Custom JSON Serialization

Overview

Pynenc’s JsonSerializer uses DefaultJSONEncoder under the hood. By default it handles Python exceptions and primitive types. If you pass a custom domain object as a task argument or return value you will get a TypeError unless you either:

  1. Switch to JsonPickleSerializer (no code changes, but larger payloads), or

  2. Implement the JsonSerializable protocol on your class — two methods, to_json() and from_json(), that give full round-trip support.

Option 2 keeps payloads small and explicit, and requires no dependency on third-party serialization libraries.

The JsonSerializable Protocol

from pynenc.serializer.json_serializer import JsonSerializable

Any class that implements both to_json() and from_json() satisfies the protocol:

Method

Direction

Signature

to_json(self) -> Any

object → JSON

Return a JSON-native value (dict, list, str, …)

from_json(cls, data) -> Self

JSON → object

Reconstruct from the value to_json returned

DefaultJSONEncoder embeds the class’s module and qualified name alongside the serialized data so that JsonSerializer.deserialize can find the class and call from_json automatically.

Implementation

1. Define your domain object

from pynenc.serializer.json_serializer import JsonSerializable


class Money:
    def __init__(self, amount: float, currency: str) -> None:
        self.amount = amount
        self.currency = currency

    def to_json(self) -> dict:
        return {"amount": self.amount, "currency": self.currency}

    @classmethod
    def from_json(cls, data: dict) -> "Money":
        return cls(data["amount"], data["currency"])

2. Use it in tasks normally

from pynenc import Pynenc

app = Pynenc()

@app.task
def calculate_total(unit_price: Money, quantity: int) -> Money:
    return Money(unit_price.amount * quantity, unit_price.currency)

Both the argument and the return value are transparently serialized and deserialized — the runner receives a proper Money instance, not a raw dict.

3. Verify round-trip manually

from pynenc.serializer import JsonSerializer

price = Money(9.99, "EUR")
serialized = JsonSerializer.serialize(price)
restored = JsonSerializer.deserialize(serialized)

assert isinstance(restored, Money)
assert restored.amount == 9.99
assert restored.currency == "EUR"

Checking Protocol Compliance at Runtime

Because JsonSerializable is @runtime_checkable, you can verify compliance before calling a task:

from pynenc.serializer.json_serializer import JsonSerializable

assert isinstance(Money(1.0, "USD"), JsonSerializable)  # passes

Comparison of Serializers

Approach

Setup

Payload size

Round-trip

JsonSerializer + JsonSerializable

Add two methods

Small (explicit)

Automatic

JsonPickleSerializer

None

Larger

Automatic

Custom encoder subclass

Subclass encoder

Any

Any

When to Use

  • You control the class definition and want minimal, readable JSON payloads.

  • You are integrating legacy domain objects into Pynenc tasks.

  • You want static-analysis-friendly typing via the Protocol.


**EXERCISE INSTRUCTIONS:** Write out every line below that includes the word "less".

*** GIVEN ENTRIES ***

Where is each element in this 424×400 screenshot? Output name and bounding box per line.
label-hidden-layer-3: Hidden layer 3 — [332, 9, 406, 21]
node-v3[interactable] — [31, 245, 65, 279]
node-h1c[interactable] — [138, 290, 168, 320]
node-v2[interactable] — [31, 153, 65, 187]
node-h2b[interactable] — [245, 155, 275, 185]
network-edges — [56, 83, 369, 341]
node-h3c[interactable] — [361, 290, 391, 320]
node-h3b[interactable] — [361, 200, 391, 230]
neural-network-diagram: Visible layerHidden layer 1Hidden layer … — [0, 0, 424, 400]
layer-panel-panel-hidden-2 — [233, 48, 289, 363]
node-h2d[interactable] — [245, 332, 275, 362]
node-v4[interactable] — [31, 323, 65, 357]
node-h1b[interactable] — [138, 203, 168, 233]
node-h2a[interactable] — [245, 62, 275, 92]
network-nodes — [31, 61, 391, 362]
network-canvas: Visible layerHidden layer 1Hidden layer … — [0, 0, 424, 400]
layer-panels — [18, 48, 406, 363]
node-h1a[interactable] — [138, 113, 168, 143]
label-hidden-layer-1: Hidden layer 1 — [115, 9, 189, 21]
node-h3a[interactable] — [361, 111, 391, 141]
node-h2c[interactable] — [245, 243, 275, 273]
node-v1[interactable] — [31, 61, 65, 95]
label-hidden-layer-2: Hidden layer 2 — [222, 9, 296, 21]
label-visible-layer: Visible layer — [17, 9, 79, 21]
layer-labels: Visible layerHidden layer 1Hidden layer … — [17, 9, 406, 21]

*** End of GIVEN ENTRIES ***
*** GIVEN ENTRIES ***

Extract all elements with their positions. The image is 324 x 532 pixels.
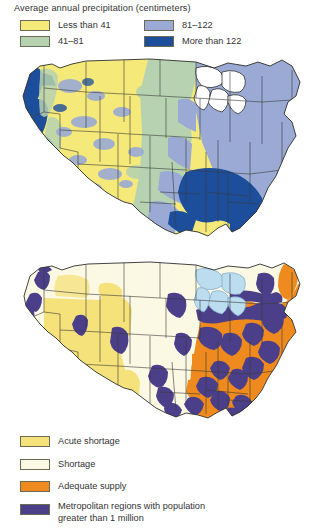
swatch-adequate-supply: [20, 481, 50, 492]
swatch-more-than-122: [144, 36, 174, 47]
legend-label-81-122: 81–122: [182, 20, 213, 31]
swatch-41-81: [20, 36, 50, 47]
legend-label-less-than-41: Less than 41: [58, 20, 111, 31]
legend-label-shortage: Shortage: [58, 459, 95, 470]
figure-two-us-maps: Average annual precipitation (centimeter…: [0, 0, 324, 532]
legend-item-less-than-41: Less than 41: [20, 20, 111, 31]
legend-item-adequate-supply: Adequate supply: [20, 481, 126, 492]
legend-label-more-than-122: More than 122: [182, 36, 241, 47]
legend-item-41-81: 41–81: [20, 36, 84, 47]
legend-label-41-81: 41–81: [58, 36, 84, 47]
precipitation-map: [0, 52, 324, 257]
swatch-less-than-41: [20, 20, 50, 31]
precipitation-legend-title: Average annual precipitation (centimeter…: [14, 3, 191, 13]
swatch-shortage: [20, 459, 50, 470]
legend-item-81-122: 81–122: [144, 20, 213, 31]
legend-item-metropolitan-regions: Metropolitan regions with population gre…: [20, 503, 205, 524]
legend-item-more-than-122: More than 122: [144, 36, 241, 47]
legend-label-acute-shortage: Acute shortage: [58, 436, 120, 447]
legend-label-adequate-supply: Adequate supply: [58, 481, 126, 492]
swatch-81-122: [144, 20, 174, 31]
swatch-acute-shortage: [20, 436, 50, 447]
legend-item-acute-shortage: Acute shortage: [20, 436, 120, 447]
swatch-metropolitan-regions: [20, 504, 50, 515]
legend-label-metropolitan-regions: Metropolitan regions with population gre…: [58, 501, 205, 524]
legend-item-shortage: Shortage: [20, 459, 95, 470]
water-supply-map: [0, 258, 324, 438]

*** End of GIVEN ENTRIES ***

**TASK RESPONSE:**
legend-label-less-than-41: Less than 41: [58, 20, 111, 31]
legend-item-less-than-41: Less than 41: [20, 20, 111, 31]
swatch-less-than-41: [20, 20, 50, 31]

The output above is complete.